Daily O - 23-08-2015
Assam's sexist media is toeing a dangerous line
A news report pointed out the 'tragedy' of women gradually taking to fewer clothes, while even monkeys having the 'civility' to wear them.
Rini Barman
@barman_rini
This week's top stories include unethical journalism promoted by a regional news channel in Assam. For those who don't know it yet, a blatantly sexist report on women's attire by Pratidin Time has spread like wildfire over social networking websites. A lot of people have opined that this volume of outrage should have prosecuted the regional media much earlier had it been channelised the right way at the right junctures, but we will come back to that later. The news report, as it turns out, pointed out the supposed tragedy of women gradually taking to fewer clothes, while even monkeys having the "civility" to wear them. Taking shots from Guwahati, which is the hub of many young students from the state and outside, the reporter emphasised for about 3.43 minutes how women in urban spaces resort to wearing shorts/half pants, thereby degrading the "traditional" Assamese culture. Now, this branding of women as cultural artefacts is not new. In fact, one journalist went on to say that they have made similar reports of men taking to Western wear as well. Why is this news, is what we must instead be asking. Whom do the regional media appease and whose favours does it stand to lose, if it doesn't shake hands with the society's moral police?
Also read: Our morals don't need policing but our streets do
A couple of other incidents profiled by News Live, NeTv and others may answer this. Images of couples being flogged by the police and cameramen are a regular feature. They sell like hot cakes during Valentine's Day, Saraswati Puja, and New Year's Eve. I would say that our surprise at the 30 couples being taken into custody in the recent Mumbai hotel raids is nothing compared to the daily raids in small town hotels. Aided by news channels, these couples are then asked to testify and apologise in front of the camera, the lesson being "trespassers shall be punished thus". Sometimes, to add fuel to the fiery narrative, these activities are labelled as prostitution. A similar case was the 2012 Guwahati molestation/public stripping of a woman stepping out of a bar.

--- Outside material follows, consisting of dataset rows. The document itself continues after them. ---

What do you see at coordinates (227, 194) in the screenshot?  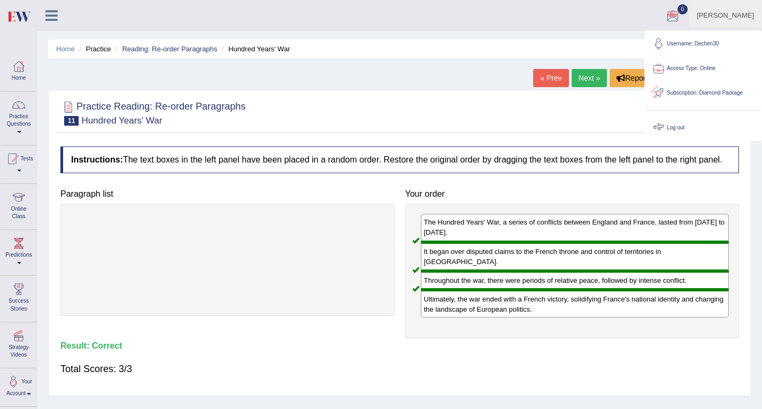 I see `h4: Paragraph list` at bounding box center [227, 194].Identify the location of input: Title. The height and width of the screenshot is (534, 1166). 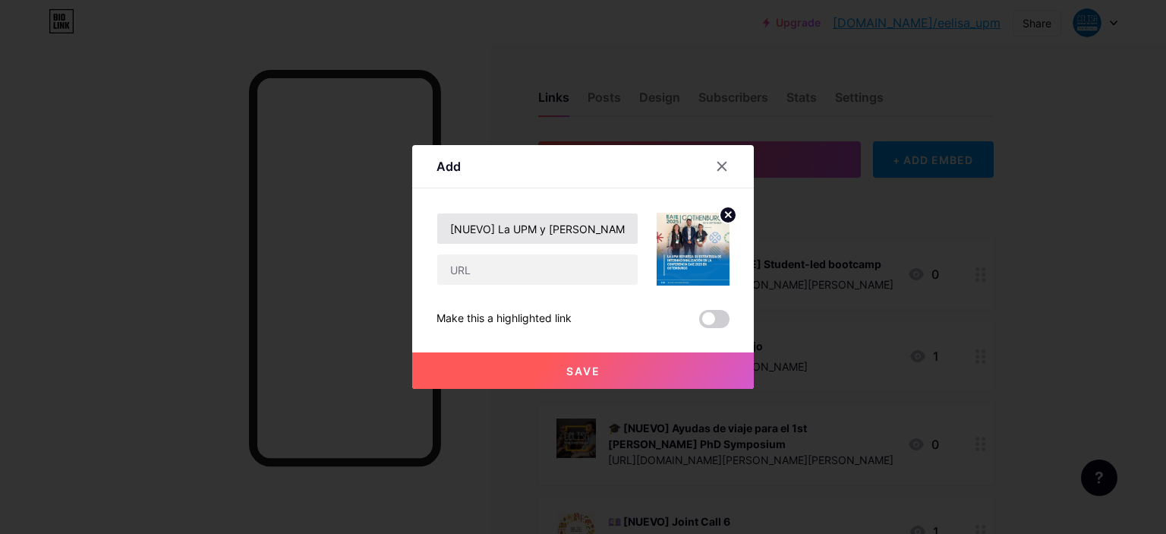
(537, 228).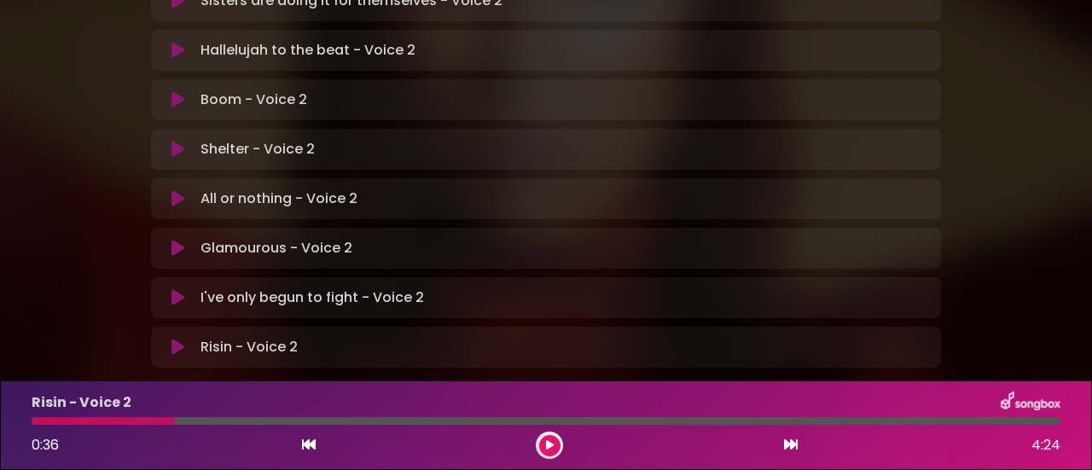 The width and height of the screenshot is (1092, 470). Describe the element at coordinates (1046, 445) in the screenshot. I see `span: 4:24` at that location.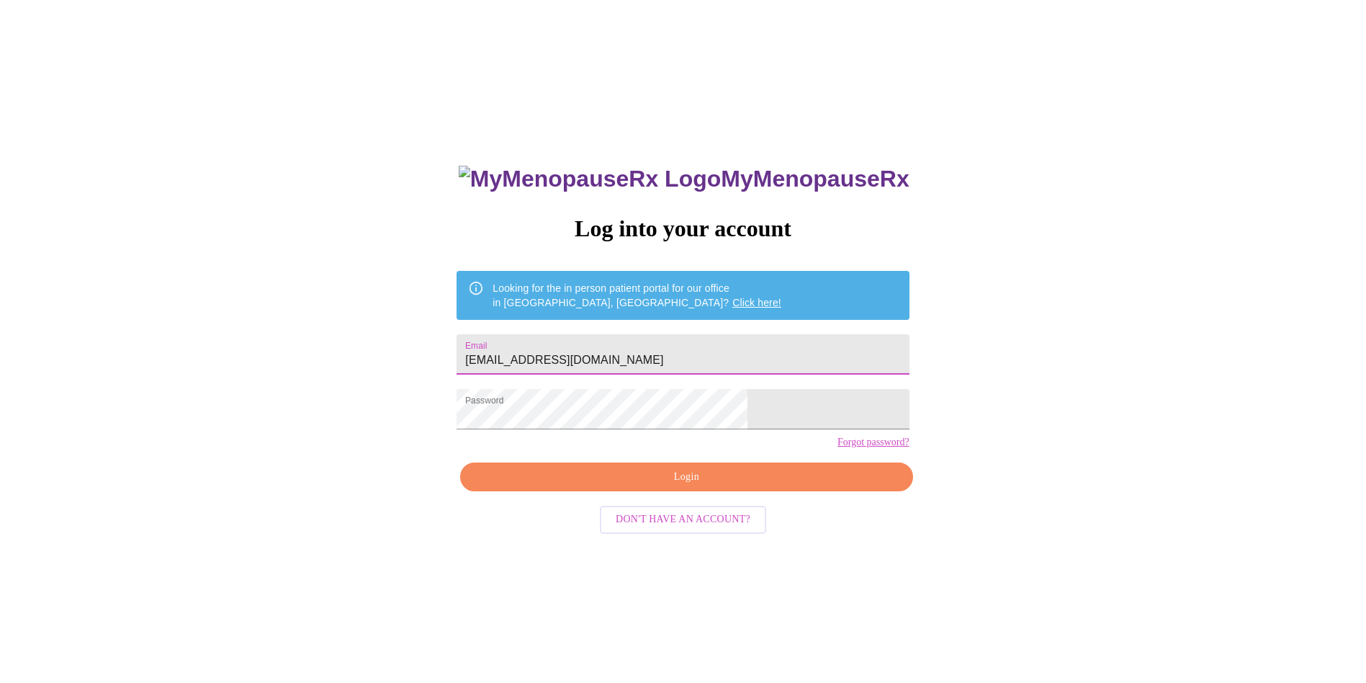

Also read: India, ban hard-ons next
The consequences of these are definitely psychological. The middle class family lives and dies by this fear, but the media is at best portraying another harsh truth: the discomfort of this class at seeing the tide of purist tradition turning on its head. What you see on camera as blatantly "sexist and misogynist" doesn't pay attention to real life experiences bordering on a woman's attire and its disciplining. Elderly men and women monitoring younger women's attire is a ubiquitous presence at family functions. Zubilee Barua, a popular singer was denied a performance during Bihu because she was not dressed in the "Assamese traditional wear". The newspapers had conflicting views on this issue, and one can be certain that regional channels may fail to define coherently as to what is "Assamese tradition". Yet the charade continues: only last year, during Basant Panchami, NeTV and News Live carried a story on the changing trends of women's clothing styles during a sacred occasion such as the worship of goddess Saraswati. Their clips zoomed in on the faces of women exiting beauty parlours; they were literally chased to answer whether fashion or devotion is important in the current times.
Hemen Rajbongshi shooting women without consent and then branding their attire as "improper" is just the latest in a long line of sexist programming on Assamese TV. He is just one of these many journalists whose work doesn't "disrespect mothers and sisters because they never show their legs in public" and because we, the analysts of his work, don't know what "Assamese culture" is. The good thing about his outrageous defence is that it adequately exposes the cultural cavity between the moral police, the ones who abide by policing and the rest of us who would want to resist it. Now is the perfect time to put into interrogation viral social media posts that say "NE: Dowry-free zone" and "NE respects women as equals", as if there is a one-to-one correspondence between the two.
There isn't.
Responses to the Rajbongshi and the Pratidin Time incident are also divided on similar lines - while most of us agree that the regional media has absolutely no ethics, there are those who feel the northeast region is "liberal" in its attitudes and hence, such media reports are flawed because women's clothes are not leered at. Both these accounts are missing out on how the media, like the institution of family, have now given birth to a new form of self-disciplining on the city streets. Owing to the fears of a sudden arrival of the cameraman from out of nowhere, young men and women police themselves to prevent fatal social embarrassments. Shall some legal interventions be made to curb this lethal stalking/harassing/moral policing by the regional media? Only time will tell.
What we must emphasise is the fact that self-disciplining of individuals is brought about by regressive community training, and this must end before the media reforms itself. The objectification of women, voyeurism, and racist phenotyping tells us loud and clear: media is an extension of the deep-seated fears of a patriarchal society. But in the end, it is not just about patriarchy, it is about how we bow down to dominant power structures and pretend we don't care much about the classes that the media owes its allegiance to.
The regional channels ought to remember that issuing cultural threats only proves to damage the perspective from which younger generations view and understand "Assamese tradition". The greater onus is on writers, cultural activists, intellectuals, journalists and others who must act immediately to address these issues and end senseless, sexist, and unethical journalism.